Fall 2004


A Letter From the President

Dear graduates and friends of Rose Hulman,

Francois Jacob, the French physiologist who won the 1965 Nobel Prize in medicine, claimed that “Without expectations, there is no future, only an endless present”.  Jacob believed that expectation  --  an appreciation of  future potential and possibility – is the fundamental quality that defines us as human beings.   As we begin our conversation about Rose-Hulman’s future, we hope to engage your sense of potential and possibility.  In the months ahead, I look forward to sharing your expectations as part of  “Vision 2015: A Conversation About Rose-Hulman’s Future.”   

We have a lot to talk about!  Our institute has never had a brighter future, because the demand for well-educated bachelor’s-level engineers and scientists will accelerate in the decades ahead.  As you develop your expectations about Rose-Hulman’s future, please take some time to reflect on four important and rapidly-changing aspects of our environment.

  • Evolving higher education in Indiana.   Fiscal constraints have forced a rethinking of how our state’s higher education resources are focused and financed. In the years ahead, we can expect that Purdue and Indiana University will evolve toward a more research-oriented mission, with less access for marginally-qualified undergraduates.  As Purdue implements this strategy, the Purdue faculty will be better equipped to  recruit and retain top engineering and science students – exactly the students most interesting to Rose-Hulman. We need to think carefully about how we will adapt to a Purdue engineering program increasingly focused on outstanding students, and  offered at much lower cost than a Rose-Hulman education.

  • Increasing capabilities in overseas engineering colleges. When we convened Commission on the Future in 1991, there was no question that US undergraduate engineering and science education was without peer. As we begin thinking about Rose-Hulman Vision 2015, shifts in the global education base have become apparent.  Intel’s founder Andy Grove recently said that “Any engineering, scientific or management task that can be performed in the US can now be performed in Asia.”  Recent visitors to our campus from Korea and India confirm by their personal example the commitment and quality of engineering educators in Asia. How will our future reflect this changing reality, in the relationships that our Institute builds and the experiences that we provide for our students ?

  • Shifting student demographics.   By 2015 we can expect that the high school students we attract as Rose-Hulman freshmen will be drawn from a very different population.  The class that will enter in 2015 is already in elementary school.  When these young people graduate from high school, nearly 10% of the Indiana graduates will be Hispanic (where fewer than 2% are today).  What will this mean for Rose-Hulman ?
    We will also be seeing relatively fewer Midwest high school prospects in 2015.  In the next ten years, the population of high school graduates in the Southern states will increase almost 20% and in the Western states by more than 15%.  But the Midwest high school graduate population will rise by less than 3%.  More of our prospective students will be farther from Terre Haute than they are today. How will we attract them ?
    Perhaps most important, nearly half the nation’s high school graduates entering college in 2015 will come from families whose total annual income is less than the annual cost of sending one student to Rose-Hulman.  How will be certain that the students best able to benefit from a Rose-Hulman education will receive one?

  • Interdisciplinary knowledge.  Among the most striking shifts in the world of engineering practice is the demand for engineers at every level to work productively in multidisciplinary and multicultural environments.  Today, Rose-Hulman graduates are already at work in consumer products companies designing packaging using computational fluid dynamics modeling borrowed from nuclear weapons simulators. Other graduates are engineers in food processing equipment companies building complex machines driven by robots using machine vision and sophisticated software.  The days of the single specialty are gone; our most successful future graduates will be able to range productively across disciplines and cultures, adding value to the efforts of more narrowly-focused professionals.  These graduates will need continuing development throughout their professional lifetimes to remain leaders in their organizations. How will we prepare our graduates of 2015 for careers that will extend past mid-century ?

Our conversation about the future of Rose-Hulman will surely be a rich and varied one, and I look forward to the insights and new opportunities that will emerge as we share our expectations.  Francois Jacob did his Nobel prize-winning work at the Pasteur Institute, which was founded 80 years earlier to solve the problem of rabies. His insights on bacterial genetics could not have been imagined by the scientists who founded his institute.  Let’s see what future potentials and possibilities develop from our conversation in the months and years ahead!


Directions ->
Reproduce every entry exactly and leave its pictures out.

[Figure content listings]
● ● ●

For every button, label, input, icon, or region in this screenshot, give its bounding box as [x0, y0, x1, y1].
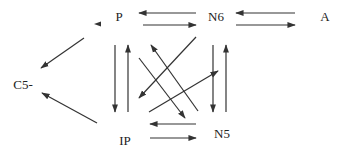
node-ip: IP: [119, 134, 131, 147]
node-a: A: [320, 10, 329, 23]
arrow-ip-to-c5: [42, 93, 97, 123]
reaction-diagram: P N6 A C5- IP N5: [0, 0, 342, 152]
arrow-p-to-c5: [41, 38, 84, 68]
node-c5: C5-: [13, 78, 33, 91]
diagram-arrows: [0, 0, 342, 152]
node-p: P: [115, 10, 122, 23]
small-arrowhead-icon: [94, 22, 101, 27]
node-n6: N6: [208, 10, 224, 23]
arrow-p-to-n5: [139, 58, 185, 118]
node-n5: N5: [214, 127, 230, 140]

● ● ●

Answer section ->
For every button, label, input, icon, or region in this screenshot, give its bounding box as [x0, y0, x1, y1].
node-ip: IP: [119, 134, 131, 147]
node-a: A: [320, 10, 329, 23]
arrow-ip-to-c5: [42, 93, 97, 123]
reaction-diagram: P N6 A C5- IP N5: [0, 0, 342, 152]
arrow-p-to-c5: [41, 38, 84, 68]
node-c5: C5-: [13, 78, 33, 91]
diagram-arrows: [0, 0, 342, 152]
node-p: P: [115, 10, 122, 23]
small-arrowhead-icon: [94, 22, 101, 27]
node-n6: N6: [208, 10, 224, 23]
arrow-p-to-n5: [139, 58, 185, 118]
node-n5: N5: [214, 127, 230, 140]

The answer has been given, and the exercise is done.